British businessman Simon Murray (63) and ground-breaking explorer Pen Hadow (41) have completed a 58
day, 680 mile totally unsupported trek from the edge of continental Antarctica to the South Geographic
Pole to raise funds for, and enable worldwide access to, the Royal Geographical Society’s polar
heritage collection.
The Royal Geographical Society (RGS) is engaging in a £7.2 million project with support from the
Heritage Lottery Fund to build new exhibition and educational facilities at its Kensington headquarters
that will be open to the public from June 2004.
The Society houses one of the world’s largest private collections of maps – more than one
million – and a million other items. These include Captain Robert Scott’s golden ‘Special
Antarctic Medal’, photographic images from Roald Amundsen’s 1911-12 expedition which beat
Scott to the Pole, and Ernest Shackleton’s Burberry helmet worn on his famous Imperial Trans-Antarctic
Expedition, together with original copies of The Polar Times which his crew produced. These important,
and in many cases, unique social records will be preserved in perpetuity for people to view in person
or in digital form via the web.
Murray, an ex-French Foreign Legionnaire, has stepped into the record books by becoming the oldest person
ever to have trekked unsupported to the South Pole – the previous record holder being the ‘world’s
greatest living explorer’ (Guinness Book of Records), Sir Ranulph Fiennes, who was a decade younger
when he made his successful crossing of Antarctica via the Pole in 1993.
Murray, whose worldwide best-selling book ‘Legionnaire’ detailed the unremittingly harsh
regime of life in the Foreign Legion endured by him as a young man was confident that he could meet this
great personal challenge.
Pen Hadow has also created another remarkable record by becoming the first British explorer to have reached
both the South and North poles completely unsupported. On his trek in the Spring of 2003 he walked alone
from the North American continent to the North Geographic Pole. This time he had the benefit of the company
of Simon Murray, which involved a trek of 680 miles/1,170km.
“Geography is the only academic subject totally devoted to understanding the complex relationships
between people and their environment. As we pulled our 120 kg (19 stone) sledges in sub-zero temperatures,
at times as low as -40°C, we got very close to one of the planet’s most extreme environments.
Antarctica is the windiest, coldest, highest and least known of all the continents.”

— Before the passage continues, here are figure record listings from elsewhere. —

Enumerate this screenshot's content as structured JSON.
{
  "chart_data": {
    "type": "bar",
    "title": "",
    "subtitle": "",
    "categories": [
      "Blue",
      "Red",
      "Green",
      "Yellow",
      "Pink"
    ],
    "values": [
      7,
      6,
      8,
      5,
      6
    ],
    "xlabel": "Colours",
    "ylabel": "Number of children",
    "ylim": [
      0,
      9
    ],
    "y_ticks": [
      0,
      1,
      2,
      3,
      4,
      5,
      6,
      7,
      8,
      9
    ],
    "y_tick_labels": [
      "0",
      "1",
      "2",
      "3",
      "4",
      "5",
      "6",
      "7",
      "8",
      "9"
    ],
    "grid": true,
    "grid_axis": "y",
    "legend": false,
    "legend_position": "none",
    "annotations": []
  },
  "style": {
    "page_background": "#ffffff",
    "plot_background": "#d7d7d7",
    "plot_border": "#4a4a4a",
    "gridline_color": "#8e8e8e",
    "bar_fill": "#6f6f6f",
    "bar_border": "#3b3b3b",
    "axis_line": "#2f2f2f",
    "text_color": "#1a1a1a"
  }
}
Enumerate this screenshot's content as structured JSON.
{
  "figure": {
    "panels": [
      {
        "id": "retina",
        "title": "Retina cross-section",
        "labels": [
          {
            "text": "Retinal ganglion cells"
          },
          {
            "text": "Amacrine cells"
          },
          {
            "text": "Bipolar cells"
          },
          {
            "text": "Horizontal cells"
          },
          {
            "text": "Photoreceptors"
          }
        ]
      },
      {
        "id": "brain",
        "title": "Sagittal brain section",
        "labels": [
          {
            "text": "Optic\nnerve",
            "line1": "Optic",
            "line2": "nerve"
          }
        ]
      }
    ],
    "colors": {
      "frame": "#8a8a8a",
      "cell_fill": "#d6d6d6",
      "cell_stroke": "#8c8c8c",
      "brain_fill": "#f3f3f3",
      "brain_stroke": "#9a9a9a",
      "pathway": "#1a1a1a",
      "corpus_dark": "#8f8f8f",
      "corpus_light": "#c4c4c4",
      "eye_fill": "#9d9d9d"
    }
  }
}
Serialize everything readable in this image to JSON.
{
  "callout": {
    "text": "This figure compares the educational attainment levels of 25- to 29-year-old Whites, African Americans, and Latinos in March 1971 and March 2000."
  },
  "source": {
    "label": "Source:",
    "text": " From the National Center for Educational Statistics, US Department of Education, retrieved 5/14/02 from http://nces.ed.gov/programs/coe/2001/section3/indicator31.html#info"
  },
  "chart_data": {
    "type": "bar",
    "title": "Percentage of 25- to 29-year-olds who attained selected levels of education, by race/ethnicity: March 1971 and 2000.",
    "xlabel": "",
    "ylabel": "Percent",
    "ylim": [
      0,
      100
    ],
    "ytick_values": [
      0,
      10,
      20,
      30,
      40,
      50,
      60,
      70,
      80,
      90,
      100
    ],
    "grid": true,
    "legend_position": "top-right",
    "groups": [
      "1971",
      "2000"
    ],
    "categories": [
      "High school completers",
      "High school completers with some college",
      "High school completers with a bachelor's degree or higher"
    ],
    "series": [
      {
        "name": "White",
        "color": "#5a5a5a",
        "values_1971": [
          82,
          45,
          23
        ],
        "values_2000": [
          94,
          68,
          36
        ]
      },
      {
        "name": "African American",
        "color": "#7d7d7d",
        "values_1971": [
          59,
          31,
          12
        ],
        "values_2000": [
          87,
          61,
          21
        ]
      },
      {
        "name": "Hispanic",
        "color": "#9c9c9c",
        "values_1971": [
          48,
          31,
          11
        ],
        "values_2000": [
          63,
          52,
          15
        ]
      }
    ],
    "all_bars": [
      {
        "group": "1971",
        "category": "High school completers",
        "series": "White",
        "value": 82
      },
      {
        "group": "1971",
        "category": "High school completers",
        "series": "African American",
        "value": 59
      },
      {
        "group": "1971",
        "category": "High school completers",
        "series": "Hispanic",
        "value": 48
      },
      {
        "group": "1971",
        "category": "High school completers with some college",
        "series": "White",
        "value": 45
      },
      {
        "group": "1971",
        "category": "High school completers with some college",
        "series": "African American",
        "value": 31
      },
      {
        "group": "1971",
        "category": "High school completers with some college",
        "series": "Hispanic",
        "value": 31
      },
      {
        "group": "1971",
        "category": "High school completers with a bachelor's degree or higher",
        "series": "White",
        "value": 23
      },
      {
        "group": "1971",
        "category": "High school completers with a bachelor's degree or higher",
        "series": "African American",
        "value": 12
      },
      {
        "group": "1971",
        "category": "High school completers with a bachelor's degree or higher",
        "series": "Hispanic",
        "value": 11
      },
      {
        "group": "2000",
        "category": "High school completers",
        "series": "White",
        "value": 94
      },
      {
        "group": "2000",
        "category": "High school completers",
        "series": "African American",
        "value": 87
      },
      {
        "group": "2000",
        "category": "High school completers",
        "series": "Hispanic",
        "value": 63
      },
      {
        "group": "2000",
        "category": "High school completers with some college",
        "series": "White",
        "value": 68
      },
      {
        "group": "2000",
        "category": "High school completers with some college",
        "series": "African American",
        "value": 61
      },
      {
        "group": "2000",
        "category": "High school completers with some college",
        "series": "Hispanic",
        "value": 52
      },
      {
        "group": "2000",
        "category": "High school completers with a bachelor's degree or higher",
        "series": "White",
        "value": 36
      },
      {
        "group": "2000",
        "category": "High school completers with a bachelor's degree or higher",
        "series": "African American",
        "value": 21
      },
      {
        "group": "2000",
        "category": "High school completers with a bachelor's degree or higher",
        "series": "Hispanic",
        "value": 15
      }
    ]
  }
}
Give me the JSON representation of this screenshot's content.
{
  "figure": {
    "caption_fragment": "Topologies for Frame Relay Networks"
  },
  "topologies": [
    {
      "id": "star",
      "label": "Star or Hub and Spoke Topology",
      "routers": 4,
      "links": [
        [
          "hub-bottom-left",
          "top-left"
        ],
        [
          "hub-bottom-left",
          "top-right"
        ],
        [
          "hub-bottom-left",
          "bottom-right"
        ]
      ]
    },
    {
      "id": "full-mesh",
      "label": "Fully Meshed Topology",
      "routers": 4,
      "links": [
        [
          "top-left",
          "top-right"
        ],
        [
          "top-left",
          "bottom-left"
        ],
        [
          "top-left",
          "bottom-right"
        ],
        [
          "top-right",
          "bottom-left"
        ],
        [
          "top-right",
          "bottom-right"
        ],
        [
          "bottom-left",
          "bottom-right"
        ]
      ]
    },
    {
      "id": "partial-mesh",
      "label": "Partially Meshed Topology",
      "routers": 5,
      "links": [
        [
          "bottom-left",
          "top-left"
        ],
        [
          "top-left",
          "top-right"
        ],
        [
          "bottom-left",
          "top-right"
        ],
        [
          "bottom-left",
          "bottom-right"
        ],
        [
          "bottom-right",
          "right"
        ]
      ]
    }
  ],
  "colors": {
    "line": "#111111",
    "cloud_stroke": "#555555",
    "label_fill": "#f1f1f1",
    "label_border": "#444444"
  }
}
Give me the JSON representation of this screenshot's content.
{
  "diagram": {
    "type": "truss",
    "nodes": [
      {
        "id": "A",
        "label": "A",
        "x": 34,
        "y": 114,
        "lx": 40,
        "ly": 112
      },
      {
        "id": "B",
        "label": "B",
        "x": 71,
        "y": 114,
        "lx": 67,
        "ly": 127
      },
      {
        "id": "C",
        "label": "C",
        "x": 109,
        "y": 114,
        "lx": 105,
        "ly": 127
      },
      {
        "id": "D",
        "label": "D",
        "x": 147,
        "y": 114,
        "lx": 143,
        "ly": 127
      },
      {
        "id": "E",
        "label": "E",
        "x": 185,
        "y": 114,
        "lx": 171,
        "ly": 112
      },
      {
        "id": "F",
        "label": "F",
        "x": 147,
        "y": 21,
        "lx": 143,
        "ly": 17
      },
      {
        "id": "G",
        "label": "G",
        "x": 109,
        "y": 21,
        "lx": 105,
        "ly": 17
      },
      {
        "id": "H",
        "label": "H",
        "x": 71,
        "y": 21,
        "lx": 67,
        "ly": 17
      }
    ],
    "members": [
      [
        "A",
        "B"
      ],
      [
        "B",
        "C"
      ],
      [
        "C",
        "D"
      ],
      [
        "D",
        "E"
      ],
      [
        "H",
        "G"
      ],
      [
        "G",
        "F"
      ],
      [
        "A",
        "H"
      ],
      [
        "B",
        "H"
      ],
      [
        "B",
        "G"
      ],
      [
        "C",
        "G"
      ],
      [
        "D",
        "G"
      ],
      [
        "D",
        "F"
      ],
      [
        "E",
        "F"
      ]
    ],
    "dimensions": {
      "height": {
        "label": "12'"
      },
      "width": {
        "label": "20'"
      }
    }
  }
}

Pen Hadow, who made the first solo expedition without re-supply from the American continent to the North
Geographic Pole this Spring added, “It’s the greatest privilege of my polar career to enable
the conservation of, and widening access to, some of the world’s most important artefacts from The
Golden Age of polar exploration by making this journey to the South Pole.
“As a parent with young children I know one of the best ways to understand today’s world
is through an appreciation of our past. This is exactly what the RGS is aiming to achieve and I consider
it a great honour for our mission to be associated with such a significant cause.”
Dr Rita Gardner CBE concluded, “We will soon unlock our archives so that every secondary school
in the UK has access to our superb resources that, as well as bringing to life the important history of
exploration, will also improve people’s understanding of the world and its many shared cultures.”